If you’ve been here for a hot minute, you’ll be familiar w/ my Can We Talk series, which are posts dedicated to random shyt I found out about or stuff I like. In honor of Space Exploration Day 2022 and Moon Day 2022, let’s make today’s installment about NASA TV.
I first discovered the greatness of NASA TV back in college, when we first got satellite TV. I won’t say the name of the provider, since they aint worth the time or the effort to mention, nor do I wanna sully this blog w/ any mention of them. They suck donkey balls, and that’s about it to say on that one.
Up until then, it was network TV, and some of the channels didn’t come through worth a damn on account of the part of town we live in.
One night, when my mom went to work, I was cleaning out the trash pile that was mounting in her room. The novelty of satellite TV was still there for me, since I only ever saw it at someone else’s house before. I hauled the last bag of trash out to the bin for pickup day, and sat down on her bed. I had a bag of tortilla chips, a container of my old favorite spicy guac, and some of the spicy salsa I’d loved since I was a kid.
This was before I lost the weight, btw. I then turned on the TV, and started exploring the channels. After I came across a channel airing some lame propaganda piece from like 1960, I saw another one, NASA TV.
I hit that one, and footage from the International Space Station came on the TV. After some time had passed, I moved on to MTV2, aka the way MTV used to be before it became nothing but reality shows.
From that point on, I forgot about it somehow, and the satellite TV novelty wore off. I wanted to get rid of it long before that actually happened. I found a TV on eBay and an antenna I heard good things about from Best Buy. Network TV it was for me.
Until I got Rokus for my mom and me before the move a year and a half ago, that is. I was setting up my Roku first so I could play around w/ it and learn it, after I got the year of Paramount+ on a major deal.

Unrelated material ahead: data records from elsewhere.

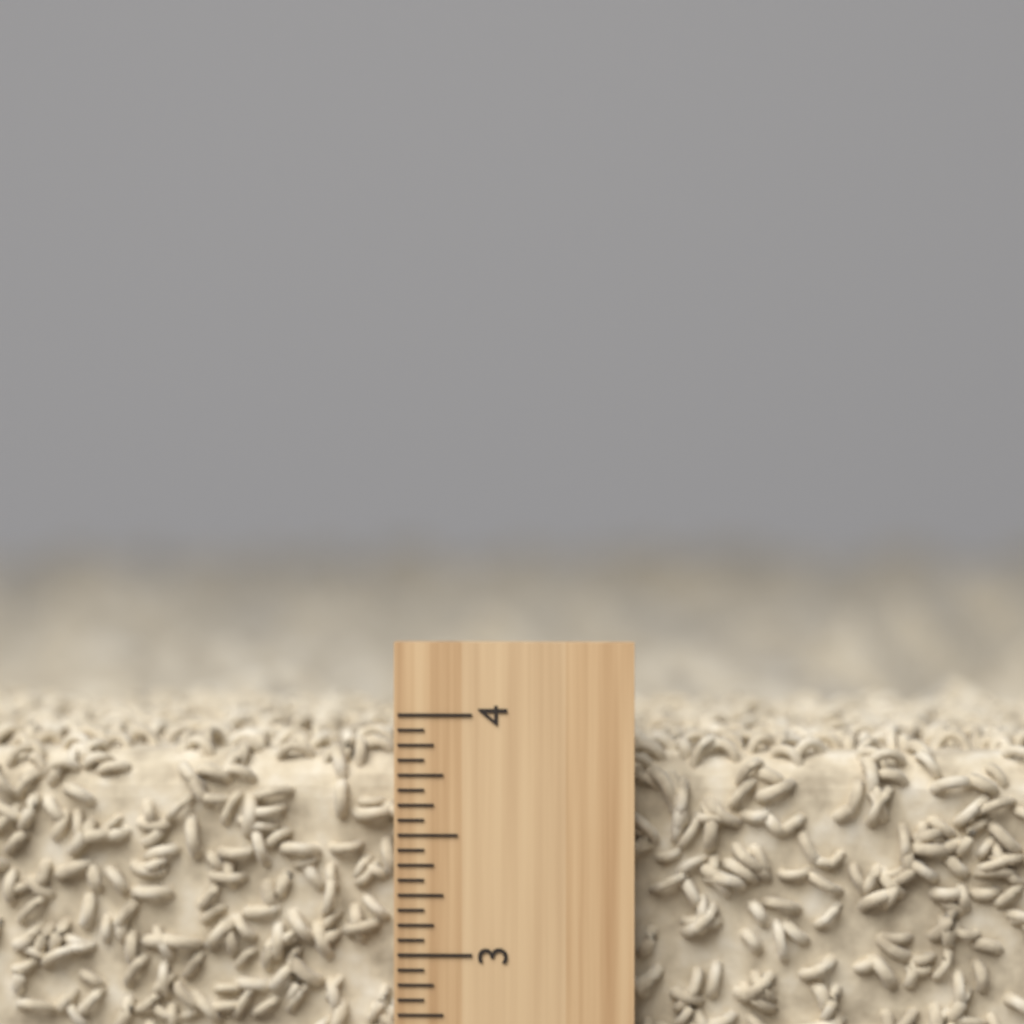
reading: 3.9375 inch
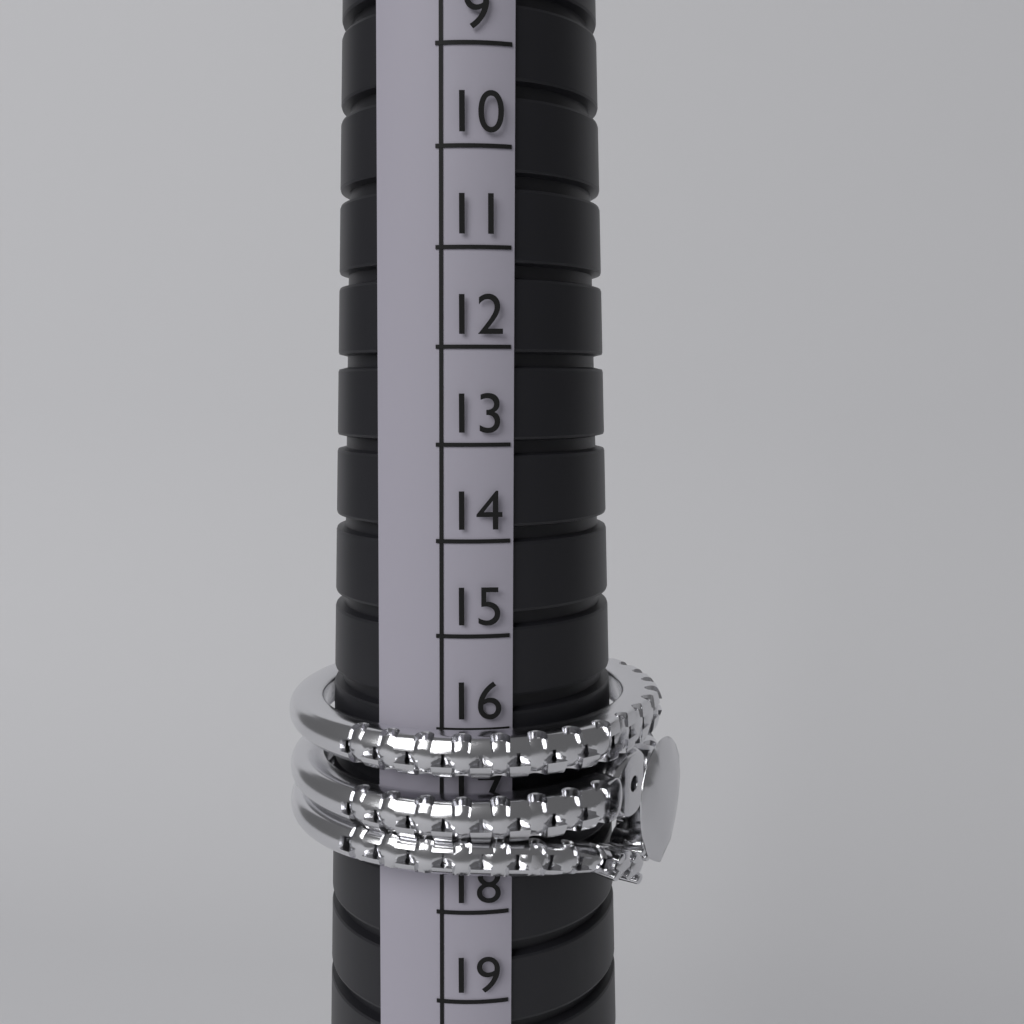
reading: 18 (no unit)
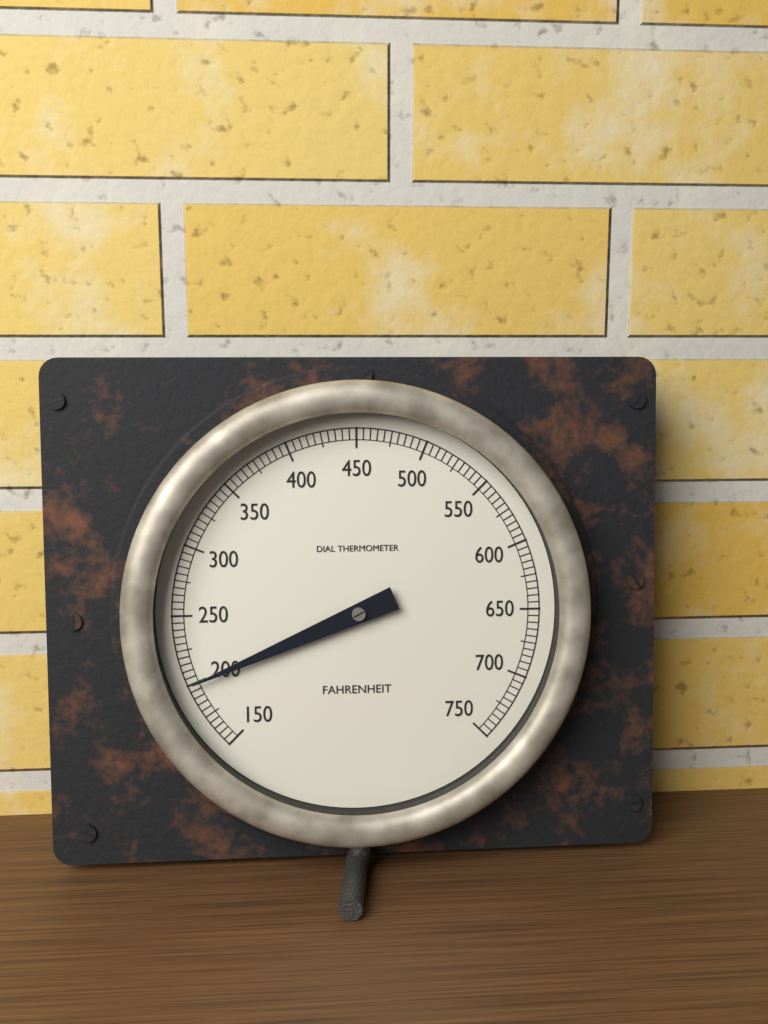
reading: 200 °F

The subscription’s long since lapsed at this point, and I no longer care anyway, haha. I mainly got it for my mom since they had all the Perry Mason episodes, and in far better quality than what the nameless satellite TV provider ever had.

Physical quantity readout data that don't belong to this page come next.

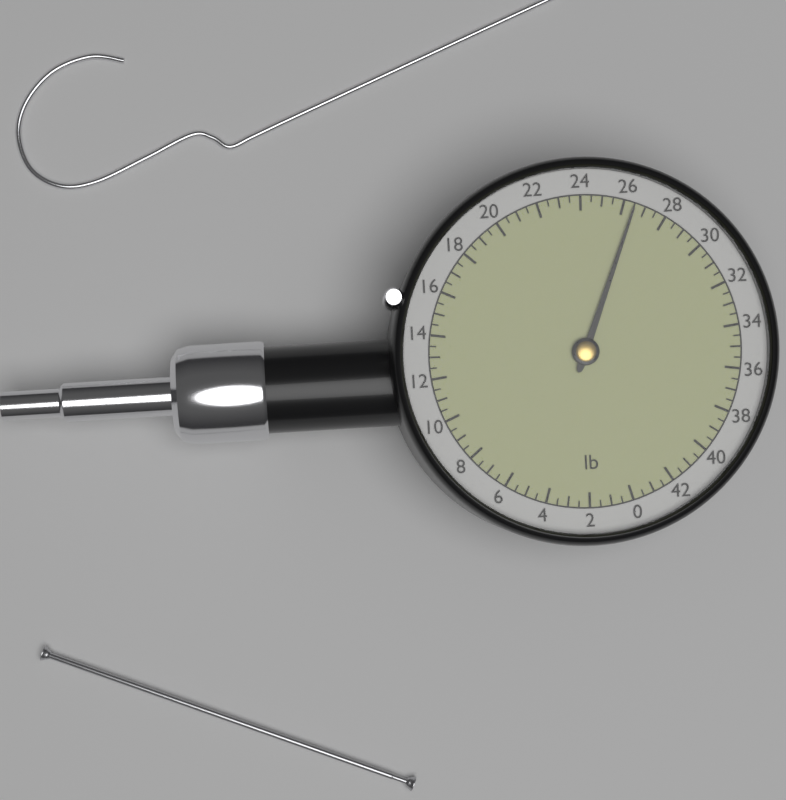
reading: 26.5 lb
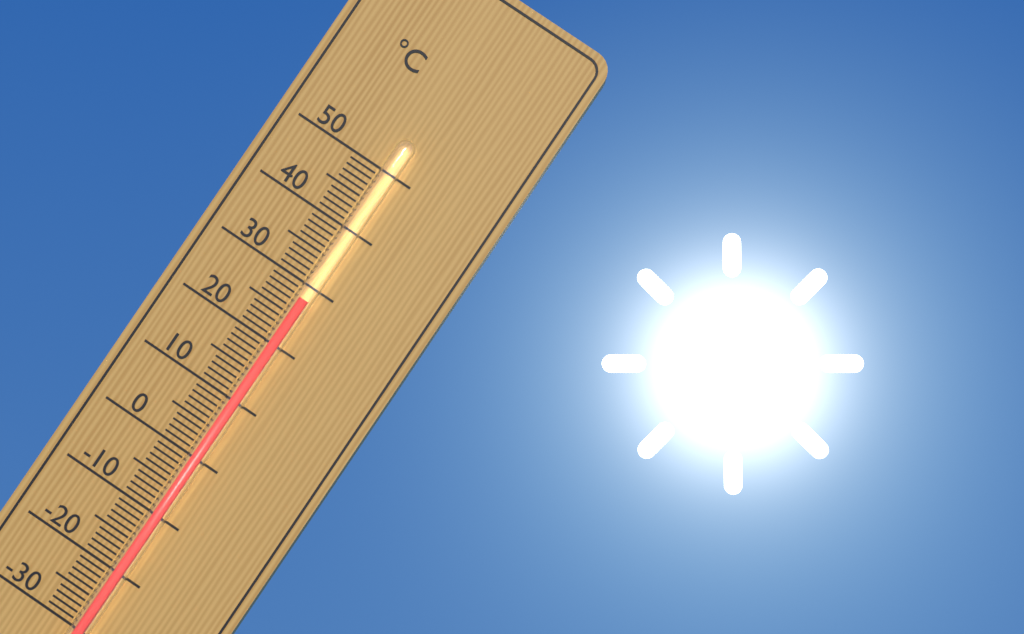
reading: 28 °C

I saw that NASA had an app for Roku, and I added it to the channel list, along w/ a bunch of others I thought I’d like, and several I thought my mom would like.
I watched it as we got closer to the move, busting my ass hardcore as I continued looking for work, and busting my ass at the job I had at the time. None of it mattered to anyone in my life on a regular basis at the time, either.

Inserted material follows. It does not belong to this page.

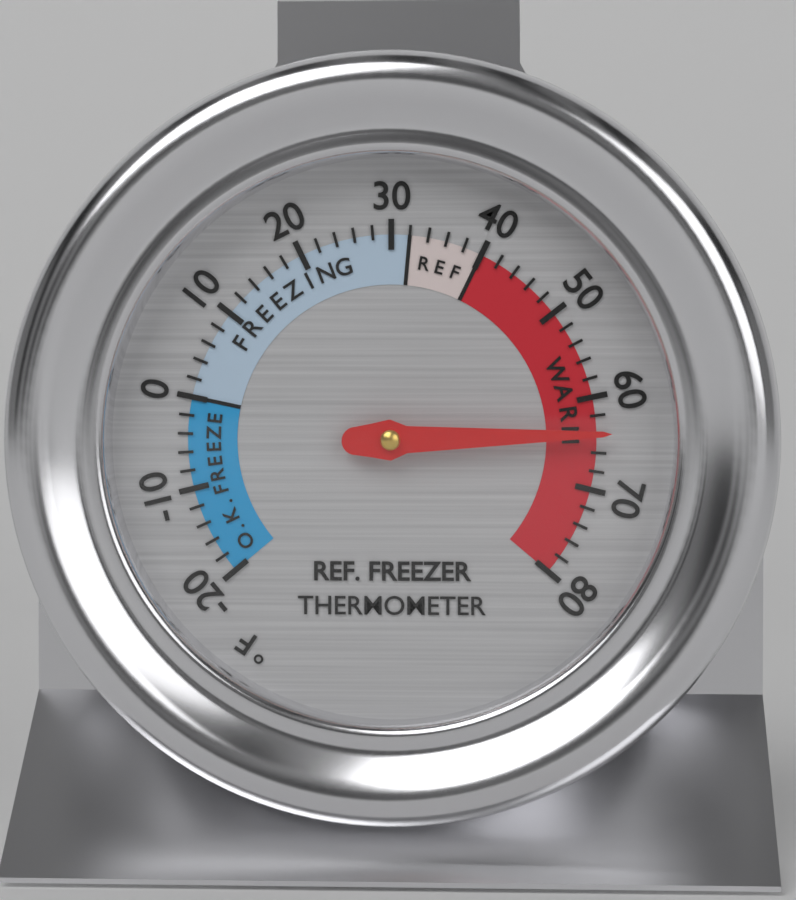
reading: 64 °F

After the drama from the move, I somehow ended up forgetting about NASA TV, until I grew sick and tired of the near-nonstop (and beyond nauseating) 1960s Popeye on the Classic Toons channel on Pluto TV in recent months.
Now I remember what I was missing out on. The old-school short films on the Apollo 11, Mars exploration, and the like, brought me back to a time where it was the calm before the permanent forever hardcore shitstorm on steroids my life’s become now, and will remain that way until the end of time.
I’m so glad I savored those moments, since I’ll never feel that way again. Those short films w/ their grainy film quality and the social studies film on a projector-type feel to the audio brought me back. For a super brief nanosecond in time, it told me on some level it’s all gonna be ok.
The screenshot in this post came from an airing of the Apollo 11 footage from 1969. I’m guessing NASA restored the footage for broadcasting, but it was hard to make out what was what in it.
If anyone’s interested, but y’all don’t have Roku or whatever, don’t bug out! The fun of NASA TV can still be had here! However, I wish NASA TV had closed captioning for their programming. I got the closed captioning on my Roku, but it doesn’t appear that there’s a caption track available when I checked the options list. Other than this, that’s my only beef w/ NASA TV.
Over to you, readers. Have you seen anything on NASA TV? Doing anything to celebrate Moon Day and Space Exploration Day? I’d love to hear your thoughts and takeaways, so drop it all like it’s hot, and let’s talk.